With Christmas behind us and a new year ahead, my mind is making plans for the upcoming garden. Now I’m not one for making resolutions, but I do love to take a look back and then make plans for the future.
I have a smaller-sized vegetable garden that fits what my wife and I need. But I’ve let it go. That rich soil is currently growing a fine patch of Bermuda grass. A gardening expert I follow said you never should let a portion of your garden go untended after a crop is complete. Even if you finish by late summer, you can plant any number of fall and winter cover crops to build the soil and keep unwanted weeds at bay. I let mine go during the drought last summer and fall and I am planning for a good year ahead.
Let’s run through a possible scenario for a year-round garden.
Early-season vegetables such as onions and potatoes will be followed by traditional spring plants such as peppers, tomatoes, and squash.
As the spring plants play out in the hot, mid-summer months, my goal is to plant heat-tolerant purple hull peas and okra. Even if I don’t get all the okra harvested, I’ll have blooms to enjoy. What I should really focus on is cowpeas. Locally called by their varietal name, ‘purple hull peas’, these are legumes that fix nitrogen in the soil and actually improve the soil’s nitrogen levels.
Lastly, as fall sets in, it will be time to plant greens and cool-season crops to carry me through the winter.
Now if you think this plan is a little too simplistic, I would agree. But at the very least, this scenario gives you an idea of where to start. Sit down and study the vegetable varieties that you want to have in your garden. Even with a certain vegetable, you will find shorter and longer “seed to harvest” varieties available.
Additionally, some plants can be let go to extend the season. I know many a gardener who will plant a six-pack of tomatoes as soon as possible in the spring and harvest from those plants throughout our growing season into the fall. Others insist that replanting a second, fall tomato crop is the best option.
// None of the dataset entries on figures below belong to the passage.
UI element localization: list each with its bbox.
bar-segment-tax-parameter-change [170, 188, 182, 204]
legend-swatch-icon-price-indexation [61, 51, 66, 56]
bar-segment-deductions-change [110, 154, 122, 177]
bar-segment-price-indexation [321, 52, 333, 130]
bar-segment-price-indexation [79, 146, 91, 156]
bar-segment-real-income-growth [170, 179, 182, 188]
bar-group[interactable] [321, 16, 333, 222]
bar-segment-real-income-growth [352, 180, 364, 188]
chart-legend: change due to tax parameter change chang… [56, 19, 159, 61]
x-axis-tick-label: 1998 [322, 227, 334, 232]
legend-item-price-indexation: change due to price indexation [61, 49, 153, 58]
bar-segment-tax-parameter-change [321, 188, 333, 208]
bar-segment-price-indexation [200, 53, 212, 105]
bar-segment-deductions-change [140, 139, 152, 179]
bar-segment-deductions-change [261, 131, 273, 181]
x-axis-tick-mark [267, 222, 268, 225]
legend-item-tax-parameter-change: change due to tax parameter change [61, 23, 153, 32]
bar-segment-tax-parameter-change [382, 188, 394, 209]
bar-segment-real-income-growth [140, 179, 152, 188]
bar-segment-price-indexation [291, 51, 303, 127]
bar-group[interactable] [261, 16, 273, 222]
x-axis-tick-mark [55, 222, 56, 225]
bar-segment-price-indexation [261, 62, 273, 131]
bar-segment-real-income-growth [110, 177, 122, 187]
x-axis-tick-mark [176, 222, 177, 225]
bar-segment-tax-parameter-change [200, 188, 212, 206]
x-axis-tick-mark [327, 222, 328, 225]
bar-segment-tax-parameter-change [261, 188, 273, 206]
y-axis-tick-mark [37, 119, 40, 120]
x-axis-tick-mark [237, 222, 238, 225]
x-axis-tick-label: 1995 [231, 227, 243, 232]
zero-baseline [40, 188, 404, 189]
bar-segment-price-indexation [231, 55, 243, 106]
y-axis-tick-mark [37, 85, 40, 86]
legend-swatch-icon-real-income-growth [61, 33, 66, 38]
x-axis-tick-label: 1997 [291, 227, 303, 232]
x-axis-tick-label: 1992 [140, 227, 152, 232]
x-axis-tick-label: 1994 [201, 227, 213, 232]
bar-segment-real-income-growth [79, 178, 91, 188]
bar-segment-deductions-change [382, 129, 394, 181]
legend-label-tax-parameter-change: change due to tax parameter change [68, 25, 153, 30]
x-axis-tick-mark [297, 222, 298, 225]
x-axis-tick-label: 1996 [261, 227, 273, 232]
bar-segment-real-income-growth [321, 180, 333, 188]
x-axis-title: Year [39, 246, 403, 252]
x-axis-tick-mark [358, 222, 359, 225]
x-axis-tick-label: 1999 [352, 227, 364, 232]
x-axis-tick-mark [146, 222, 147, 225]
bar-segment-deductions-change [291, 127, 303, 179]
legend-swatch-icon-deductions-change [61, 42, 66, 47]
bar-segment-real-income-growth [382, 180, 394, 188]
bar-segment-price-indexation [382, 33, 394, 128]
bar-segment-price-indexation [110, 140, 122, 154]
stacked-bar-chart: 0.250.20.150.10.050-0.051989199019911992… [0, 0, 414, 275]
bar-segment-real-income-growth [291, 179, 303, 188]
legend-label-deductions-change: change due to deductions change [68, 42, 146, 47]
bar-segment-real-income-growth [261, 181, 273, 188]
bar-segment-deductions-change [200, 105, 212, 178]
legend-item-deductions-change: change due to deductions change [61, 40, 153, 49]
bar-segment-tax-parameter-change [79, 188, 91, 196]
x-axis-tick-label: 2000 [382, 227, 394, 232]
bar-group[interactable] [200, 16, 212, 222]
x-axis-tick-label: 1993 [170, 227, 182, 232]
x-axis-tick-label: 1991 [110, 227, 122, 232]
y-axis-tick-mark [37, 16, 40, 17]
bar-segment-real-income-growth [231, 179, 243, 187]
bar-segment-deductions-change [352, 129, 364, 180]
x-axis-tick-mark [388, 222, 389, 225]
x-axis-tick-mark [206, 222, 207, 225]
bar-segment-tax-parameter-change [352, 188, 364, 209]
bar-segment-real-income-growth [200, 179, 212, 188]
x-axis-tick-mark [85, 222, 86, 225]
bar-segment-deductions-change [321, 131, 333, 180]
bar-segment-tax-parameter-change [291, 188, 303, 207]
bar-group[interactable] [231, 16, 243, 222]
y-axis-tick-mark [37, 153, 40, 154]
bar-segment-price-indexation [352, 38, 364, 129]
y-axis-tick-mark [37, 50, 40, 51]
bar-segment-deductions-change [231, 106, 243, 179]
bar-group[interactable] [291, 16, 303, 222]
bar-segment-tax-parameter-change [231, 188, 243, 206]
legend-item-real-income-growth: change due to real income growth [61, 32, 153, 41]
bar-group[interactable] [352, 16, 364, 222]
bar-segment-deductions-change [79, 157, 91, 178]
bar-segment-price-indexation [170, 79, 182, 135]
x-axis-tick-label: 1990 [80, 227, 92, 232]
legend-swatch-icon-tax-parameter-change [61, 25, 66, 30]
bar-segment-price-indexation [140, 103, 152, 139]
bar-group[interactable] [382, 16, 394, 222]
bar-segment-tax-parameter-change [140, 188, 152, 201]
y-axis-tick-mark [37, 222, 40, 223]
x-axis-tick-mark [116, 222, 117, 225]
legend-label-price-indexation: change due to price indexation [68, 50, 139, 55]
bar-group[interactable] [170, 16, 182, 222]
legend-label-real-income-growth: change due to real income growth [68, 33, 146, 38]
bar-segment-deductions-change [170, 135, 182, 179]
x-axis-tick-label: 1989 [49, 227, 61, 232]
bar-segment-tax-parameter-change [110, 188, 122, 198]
A fun challenge for fall tomato growers is to see how long they can harvest and consume their own tomatoes. Harvesting all the green/unripe tomatoes just before the first killing frost of winter may allow you to eat your homegrown tomatoes into the winter. On years where we’ve had a late first frost, I have known some to eat their own garden’s tomatoes on Christmas day.
Building my soil is another big goal I have for my garden. I suppose I could get a dump truckload of compost delivered, but I’m more of a do-it-yourself kind of guy. We have an abundance of oaks at my house and consequently an abundance of oak leaves.
My goal is to use as many leaves as I can down the middle of my rows. This will serve two roles. First, rows covered in coarse leaves will keep mud at bay when the ground is wet. Second, the leaves in those middles should break down slowly over the growing year to be later tilled in.
In the rows and hills where I plant, I want to add as much composted manure as feasible for me. Bagged, composted manures are available at the better garden stores and make the task of adding it to the garden so much easier. If you know someone who regularly cleans out their manure from horse stalls, cattle pens, chicken coops, or from under rabbit cages, you may be able to get a lot of “product” for a lot of shoveling and very little expense.
Be sure to let any manure age before you add it to your soil. I’m not worried so much about it being too hot, as some would say, but of disease. As much as I’m in favor of manures as fertilizer, there is a very real and present disease factor when manures are not properly aged.
It is a sunny bright day as I write this. I can’t wait to put something in the ground in 2024. I think I’ll start with onions.